I don’t really talk to strangers much. Maybe because I have some social anxiety that prevents it. Maybe because I learned about Stranger Danger when I was kid—you remember: mustachioed guy with Mars bars offering rides home in his windowless van.
But one place I always found it easy to strike up conversations with people I didn’t know was the dog park. I used to go there all the time when my dogs were younger, and something about being in a fenced-in space watching these lovable beings running around, and slobbering, and pooping, makes people want to share with others about how their specific dog runs around, and slobbers, and poops.
So one day, I was chatting with a stranger—I’m sure—about the minutiae of our dogs’ bowel movements, when somehow we got off on a different topic. We started talking about creamsicles. You know what those are, right?
I don’t know about you, but when I was a kid and I’d hear popsicles, I’d be like, “Ooooh!” but if they turned out to be creamsicles, I was all
Good god. They were the best.
Anyway, this particular stranger said, “You know, Arby’s has a creamsicle milkshake.”
STOP.
WUT.
Now I was at the dog park in Carrboro when this happened, and if you’ve ever been there, you know there’s an Arby’s, like, a quarter of a mile away. And I was like, Fuuuuuuuuuuuck this place—I’m out. I loaded up my dogs and headed for the drive-thru.
I wasn’t familiar with Arby’s menu—I mean, is anybody? Does ANYBODY go to Arby’s? Be honest, how many of you have been to Arby’s in the last month?
No, it’s definitely a nationwide drug front.
Anyway, I got some kind of sandwich and some fries—you know to balance out the meal—and the motherfucking creamsicle milkshake.
I only ate about half the sandwich and half the fries because they were just OK, but when I tell you the creamsicle milkshake… was a creamsicle milkshake—listen, it was a creamsicle… but also a milkshake. I was in dire ice cream headache pain but could not stop slurping it down. Thing was gone in 2½ minutes.
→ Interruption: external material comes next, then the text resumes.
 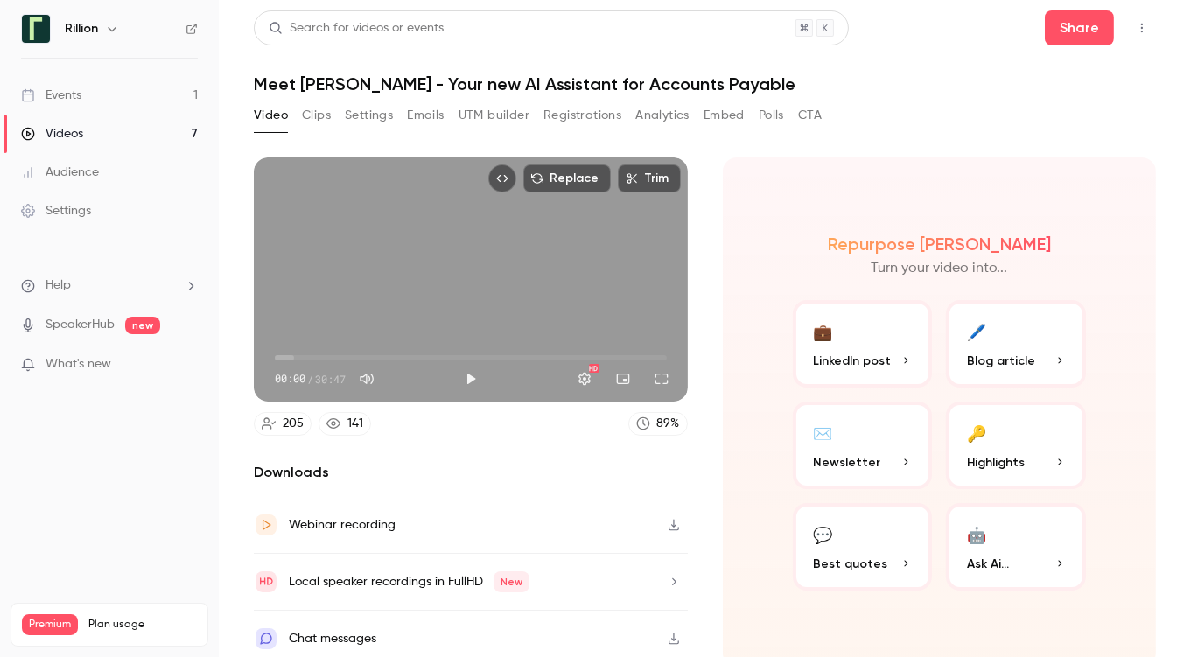 What do you see at coordinates (511, 582) in the screenshot?
I see `span: New` at bounding box center [511, 582].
I lived in Hillsborough at the time, so I went home, dropped the dogs off, and headed to Durham to go out for the night. So I was on I-85 headed east when the stomach cramp hit me. It was one of those that makes you kind of stand up out of your seat, as if you might be able to get away from it?
And I was scared because I was on that stretch of highway between Hillsborough and Durham where there are no exits whatsoever. Hoping that the cramp was a one-off, I settled back into my seat, but alas. Alas! My guts started convulsing inside me. I hit the gas pedal. I needed to make it to Route 70, and I needed to do a very rude thing indeed to some poor gas station’s bathroom. I sped towards Durham, but it became VERY clear VERY soon that I was just not. going. to make it.
And that’s a weird moment, you know? When you realize that in a very short time you’re going to be a person who has shat in the woods next to the highway.
For the rest of your life.
You can’t un-become that person.
Forever and ever, if you find yourself in a game of I Never, and somebody says, “I’ve never dropped a roadside deuce,” you’re going to have to drink. It’s very humbling.
But I didn’t really have time to consider what was happening. I pulled off the interstate, grabbed some napkins from the Arby’s bag still in the front seat, and sprinted—as much as one can sprint while squeezing her ass cheeks together—into the woods.
Now I grew up in the country, just down yonder from Mr. Proffitt’s cattle farm, so I know of which I’m about to speak. When I say what came out of my body was a cowpie, I mean, in circumference, height, volume, consistency, everything—
’twas a cow pie.
Like, have you ever taken a shit so big that, when you stood up, you were off-balance? That’s how it was. Like all my organs had shifted to make room for it and now they had to slide back into place.
I staggered back to my car and made it home, and everything was totally fine—I didn’t end up in the ER or anything–but the take-away, of course, is that Stranger Danger is not always a dude in a van with candy. Sometimes it’s a friendly person at the dog park with advice about fast food.